▶ [Description of the task]:
Word for word, copy the lines beginning at the one with "reading: 48 A" and ending at the last line below; pictures stay out.

(Source records)
○ ○ ○ ○

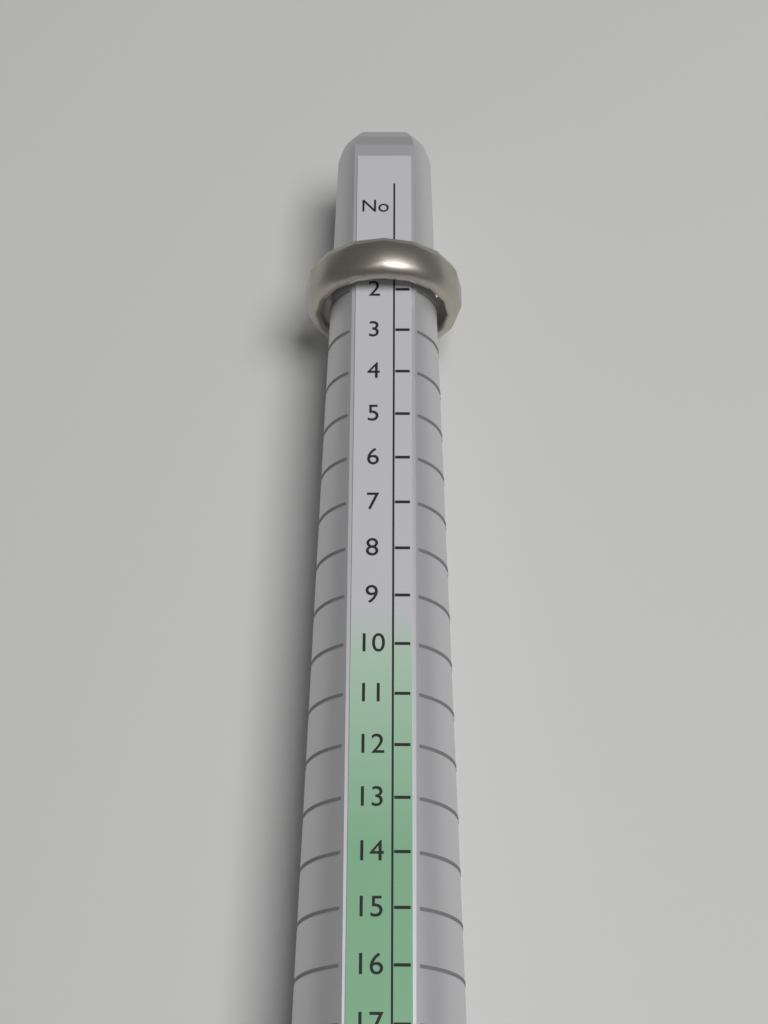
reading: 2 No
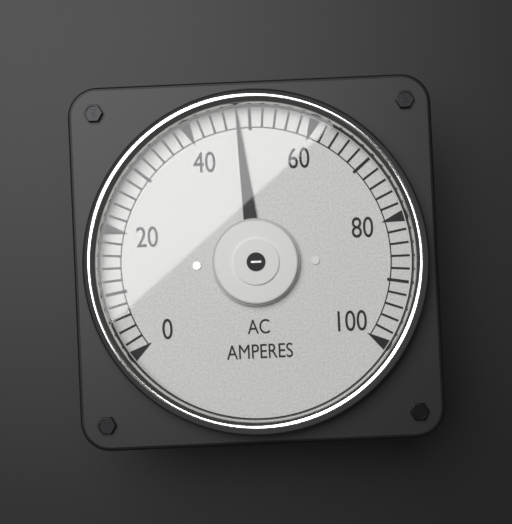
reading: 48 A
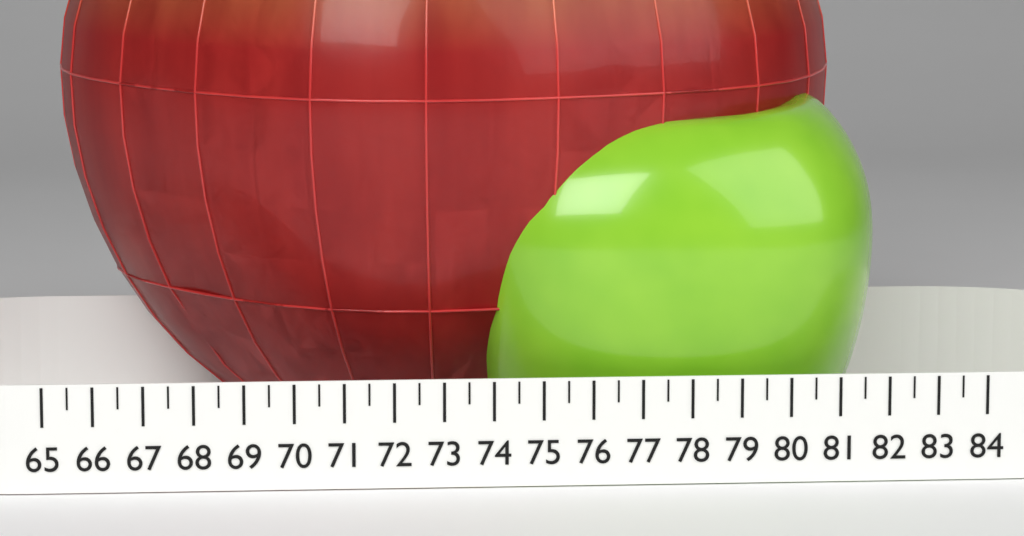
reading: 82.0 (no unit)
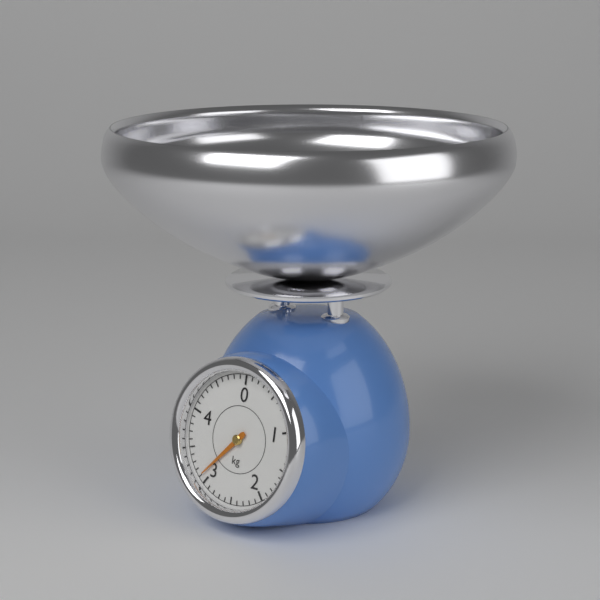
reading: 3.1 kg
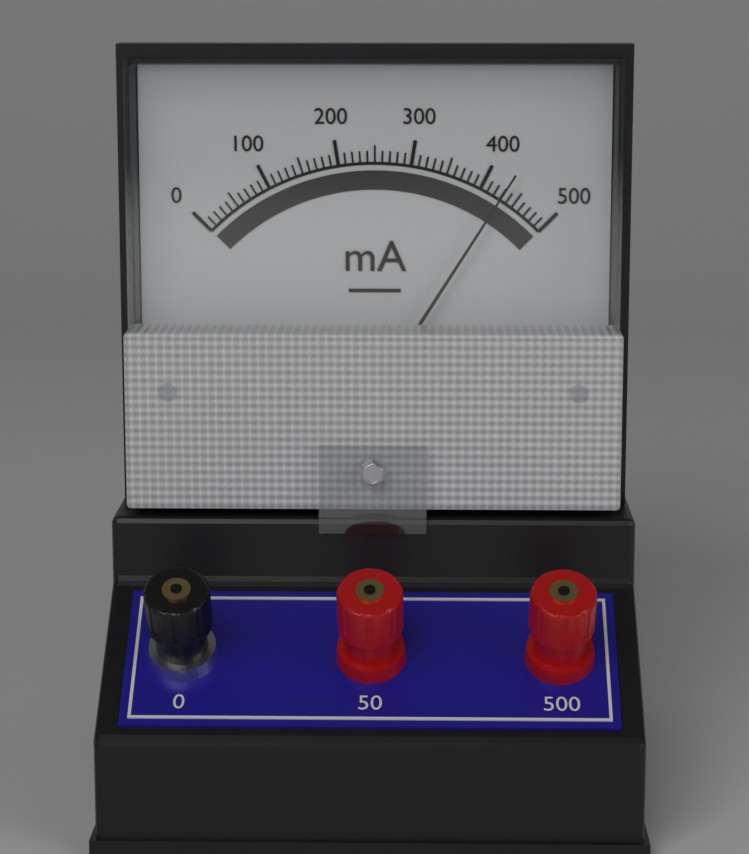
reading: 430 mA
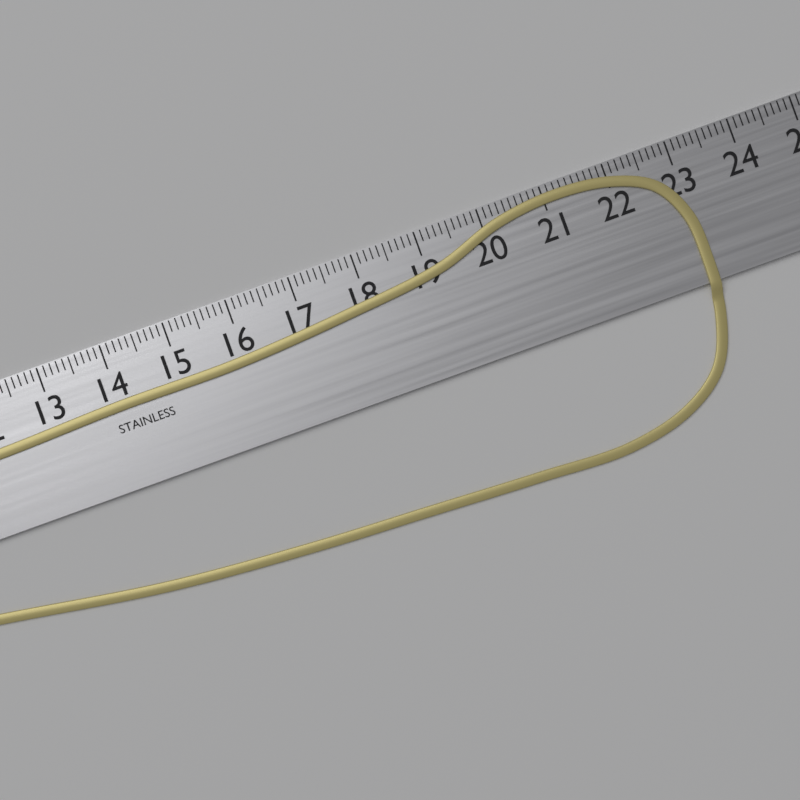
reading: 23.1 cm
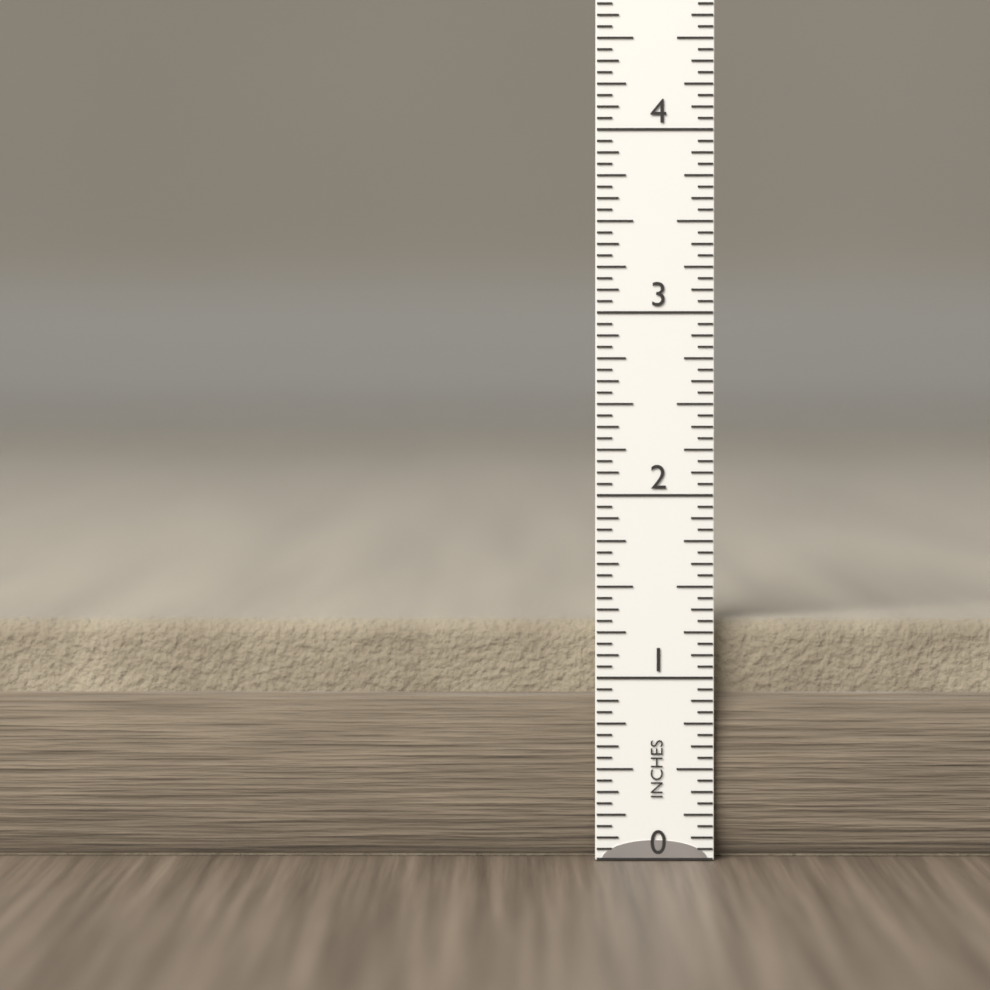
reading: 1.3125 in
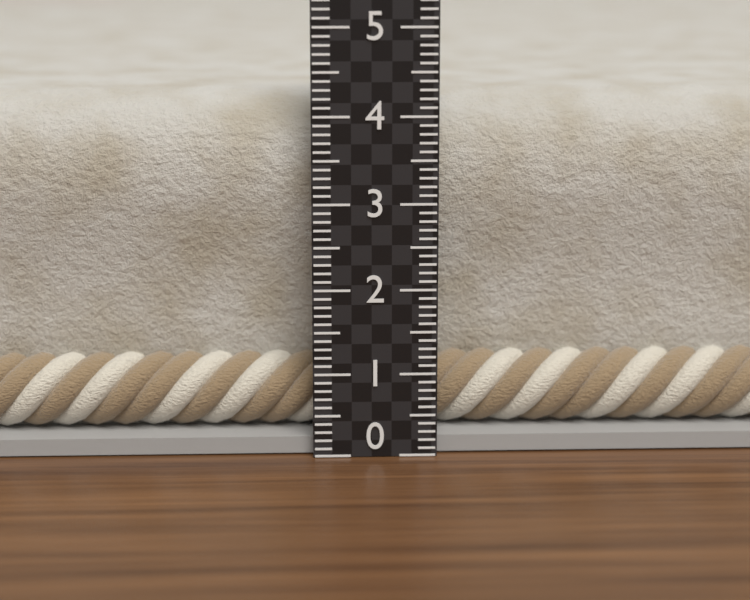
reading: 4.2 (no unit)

○ ○ ○ ○

▶ [Exercise response]:
reading: 48 A
reading: 82.0 (no unit)
reading: 3.1 kg
reading: 430 mA
reading: 23.1 cm
reading: 1.3125 in
reading: 4.2 (no unit)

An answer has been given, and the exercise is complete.